Showroom Floor: ocean-space (fold) as a function of synthetic-dataspace (spectacle);

+ Café: $1 breakfasts as fuelling stations for adequate temporal dissociation.

Boys surface as everted sphere: interstellar-space, ocean-space, synthetic-dataspace.

 

MACROMAP: REIMAGINING SURFACE WORLD

Transport trucks, freeway conduits and information streams—hidden to the consumer—as the explicit, material and chronological meshworks between IKEA manufacture and retail that ‘inversely complement’ the equally invisible wormholes connecting over 400 identical franchises worldwide via an occulted ‘xenotimespace’: IKEA store locations as a praxis of capillary-nets and Super Mario Bros. warp-pipe platforms.

SOME KEYWORDS

fold, pattern, energetics, labyrinth, address, phase shift, compression, luminescence, colour, imperspective, code, imagineering, synaesthesia, microdrift, tensors, portals, articulations, time, fishschool, jerkism [1]

vispö

ikea pöetics no.1 [2]

ANAESTHETICS

The consumerist body as a metabolic vehicle with specific energetic requirements need not be seen as a nostalgic return to the futurisms of a century ago.

To the contrary: we are not describing and celebrating an increased dynamism of the human motor and its integration with the energies of technosociety, but lamenting the attempt toward a radical narcosis of the body; a disembodiment from the baser reflexes of hunger, coupled with a synaesthetic experience of ‘value’ as taste-qualia, such that one more fully enters the reveries of imaginal living to come.

INSPIRATION/EXPIRATION

“As the Anthropocene winds continue to blow with increased regularity, unpredictability, volatility, velocity, and strength, glass will cease to be an architectural element to the ‘outside’ (since it shatters too easily) and will be replaced by thicker, high-tensile vinyls or other synthetic resins.

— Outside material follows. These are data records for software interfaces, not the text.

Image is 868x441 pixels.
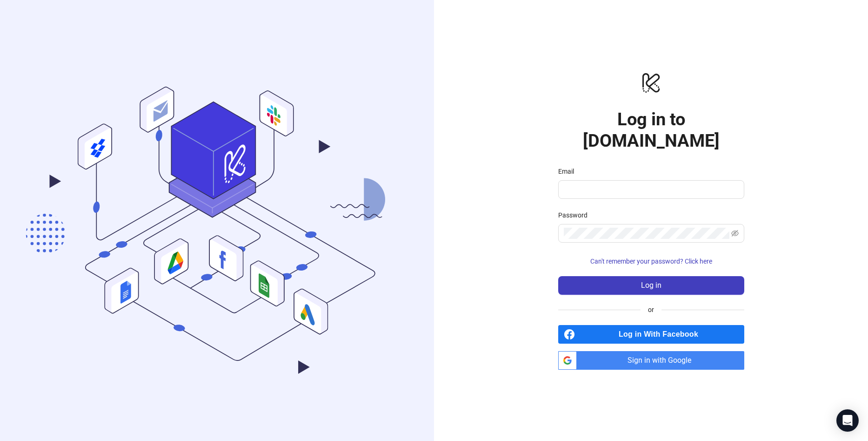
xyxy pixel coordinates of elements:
[591,258,712,265] span: Can't remember your password? Click here
[558,276,745,295] button: Log in
[558,325,745,344] a: Log in With Facebook
[641,304,662,315] span: or
[564,184,737,195] input: Email
[558,166,580,177] label: Email
[558,210,594,220] label: Password
[558,258,745,265] a: Can't remember your password? Click here
[558,351,745,370] a: Sign in with Google
[837,410,859,432] div: Open Intercom Messenger
[564,227,729,239] input: Password
[641,281,662,290] span: Log in
[581,351,745,370] span: Sign in with Google
[578,325,745,344] span: Log in With Facebook
[558,108,745,151] h1: Log in to [DOMAIN_NAME]
[558,254,745,269] button: Can't remember your password? Click here
[732,230,739,237] span: eye-invisible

The cumulative effect will be to subtly change refractive properties to this outside, completing the flip that sees our telescreens as more high-definition than our windows and reorienting the interior geography of the built environment.”

-Gad Fleischwitz, Art and Ecology, p.66

WIND EYE

WINDOW (n.) c.1200, literally “wind eye,” from Old Norse ‘vindauga’, from ‘vindr’ “wind” + ‘auga’ “eye”.

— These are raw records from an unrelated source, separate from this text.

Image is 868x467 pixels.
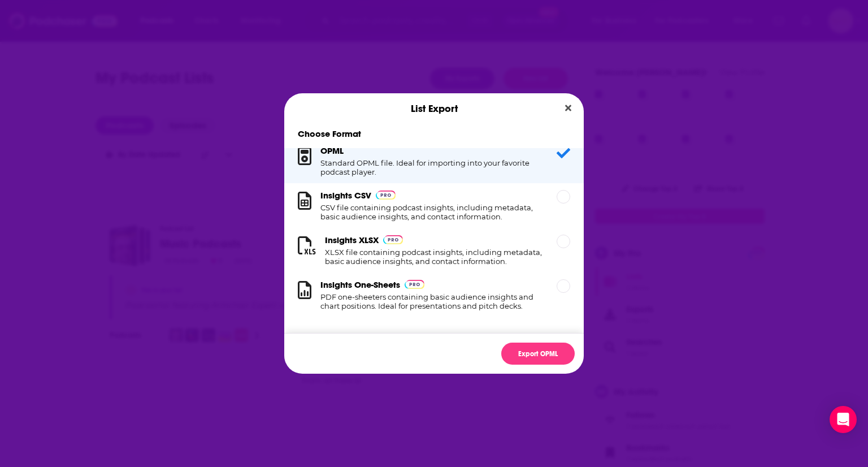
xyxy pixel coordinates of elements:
[325,248,543,265] h1: XLSX file containing podcast insights, including metadata, basic audience insights, and contact i...
[321,293,543,310] h1: PDF one-sheeters containing basic audience insights and chart positions. Ideal for presentations ...
[321,159,543,176] h1: Standard OPML file. Ideal for importing into your favorite podcast player.
[561,102,576,116] button: Close
[285,128,584,139] h1: Choose Format
[405,279,425,289] img: Podchaser Pro
[321,145,343,156] h3: OPML
[829,406,857,433] div: Open Intercom Messenger
[321,190,371,201] h3: Insights CSV
[383,235,403,244] img: Podchaser Pro
[501,343,575,364] button: Export OPML
[325,235,378,245] h3: Insights XLSX
[376,190,396,200] img: Podchaser Pro
[321,203,543,221] h1: CSV file containing podcast insights, including metadata, basic audience insights, and contact in...
[285,93,584,124] div: List Export
[321,279,400,290] h3: Insights One-Sheets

The main showroom floor of IKEA, home of its imaginal spaces for purported living, has recently witnessed the introduction of illuminated lightboxes to replace all ‘window’ spaces in each model room. These lightboxes (which are actually very slim or shallow, and should more properly be referred to as lightscreens) display brightly-lit transparencies of various urban, suburban and exurban outdoor spaces to lend higher fidelity to the imaginal experience of spectacular domestic consumption.

As with everything else on the showroom floor, these displayed outdoor settings are pure surface and energetics. Far more than any perspectival vanishing lines or receding horizons, the choice of focal depth and proportion for the camera’s technical apparatus (or any subsequent blurring in post-production) is what creates the imaginal here. Expansive living yields to expensive living in the City, and vistas only become possible for the vertical highrise dweller.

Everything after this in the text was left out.